Using assisted-service Live-ISO
assisted-service maintains a cache of openshift-baremetal-install binaries at
$WORK_DIR/installercache/
. Persistent storage can optionally be mounted
there to persist the cache across container restarts. However, that storage
should not be shared across multiple assisted-service processes.
Currently there is no mechanism to expire openshift-baremetal-install binaries out of the cache. The recommendation for now is to allow the cache to use the container's own local storage that will vanish when the Pod gets replaced, for example during upgrade. That will prevent the cache from growing forever while allowing it to be effective most of the time.

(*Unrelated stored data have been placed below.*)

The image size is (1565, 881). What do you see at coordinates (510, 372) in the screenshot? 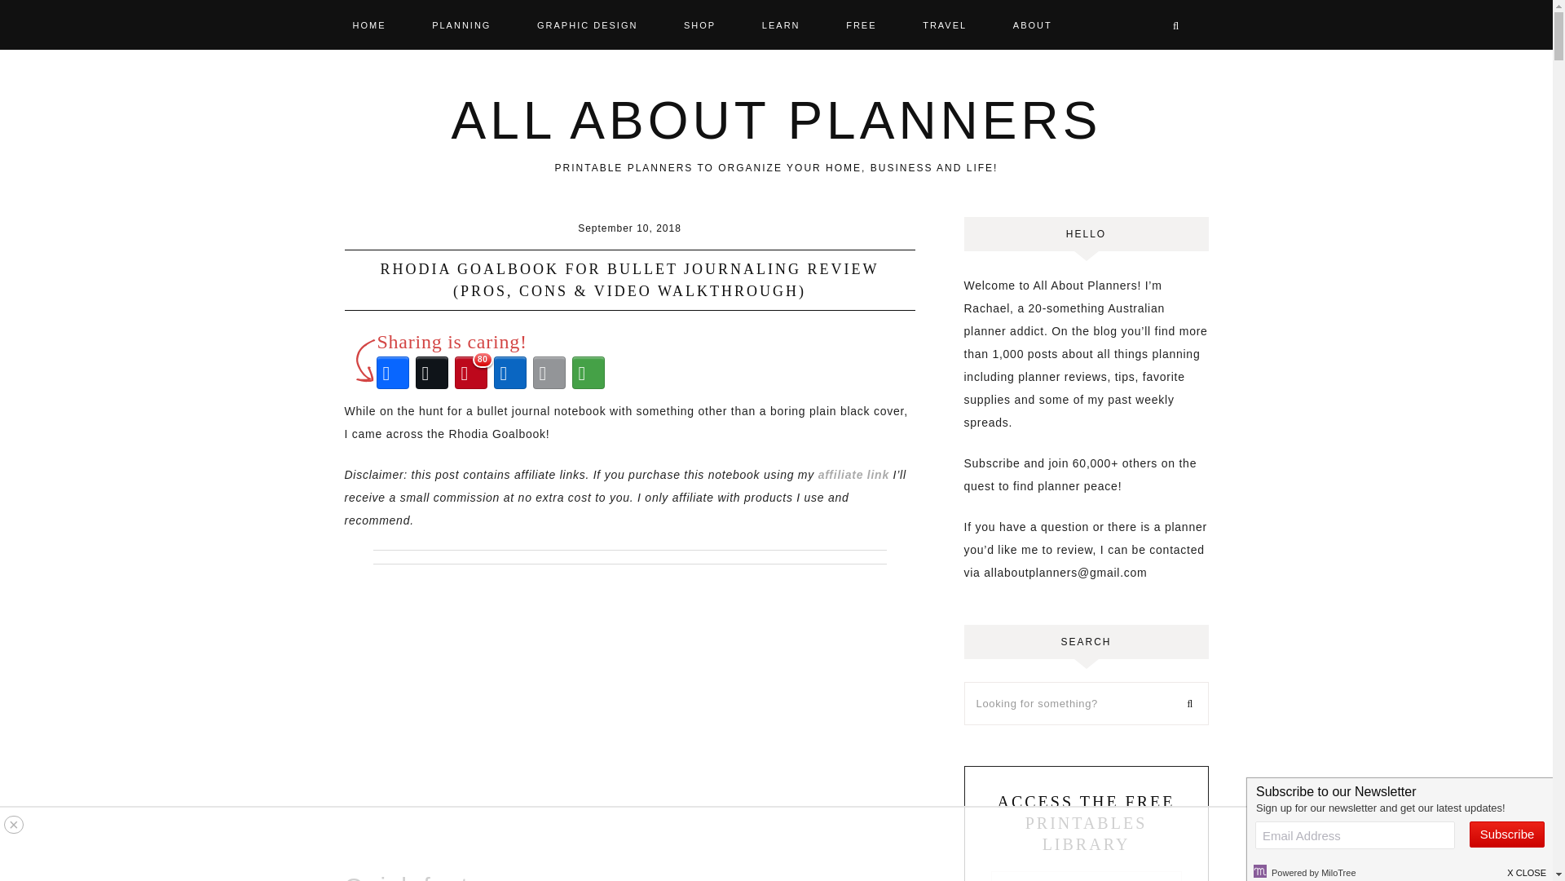
I see `LinkedIn` at bounding box center [510, 372].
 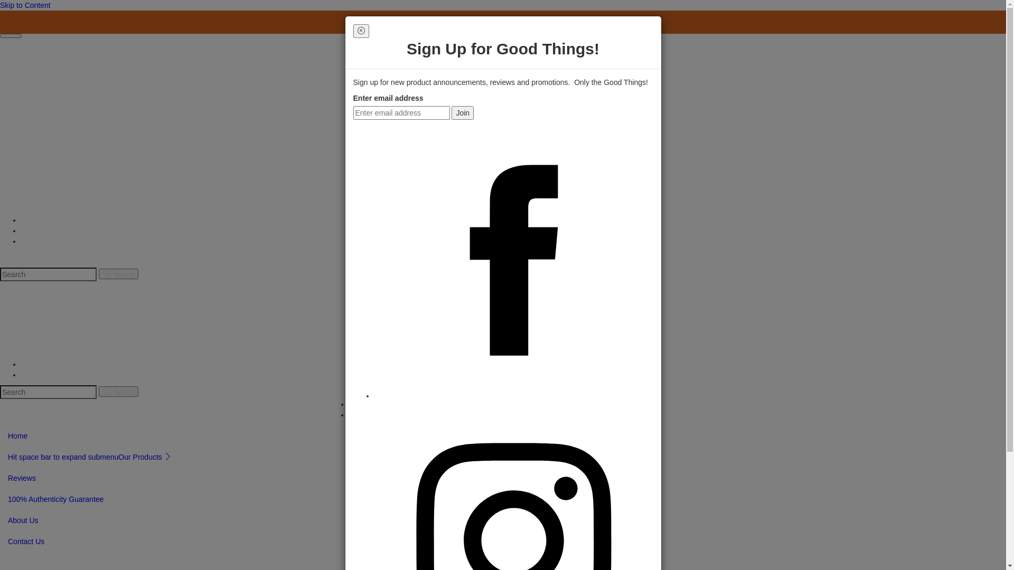 I want to click on Home, so click(x=18, y=412).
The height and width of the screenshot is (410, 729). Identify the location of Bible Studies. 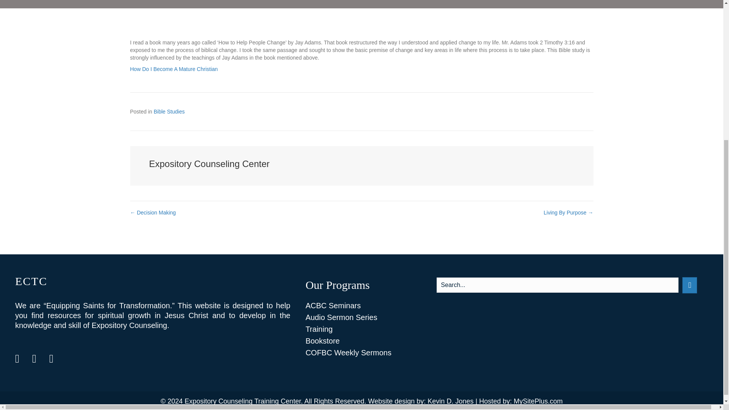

A document that can assist troubleshooting: link
To rebuild the site after adding some documentation to the Markdown files, you just need to execute this Make target before the push
make docs
To validate the documentation generated, go to the root of the repo and execute
make docs_serve
After that, you just need to access to 127.0.0.1:8000 on your browser and check the new content.
NOTE: To use these features, you need to have mkdocs installed in your system, to do that you just need to execute this command pip3 install --user mkdocs
https://gh.neting.cc/oshercc/coreos_installation_iso
Image in charge of generating the Fedora-coreOs image used to install the host with the relevant ignition file.
Image is uploaded to deployed S3 under the name template "installer-image-<cluster-id>".
The Assisted Installer is also available for users as a SAAS hosted in console.redhat.com.
More information is available here: Assisted Installer on console.redhat.com
It's possible to modify the discovery ISO (via the API) to enable password login for troubleshooting purposes.
More information is available here: Set discovery ISO user password example
Please, read our CONTRIBUTING guidelines for more info about how to create, document, and review PRs.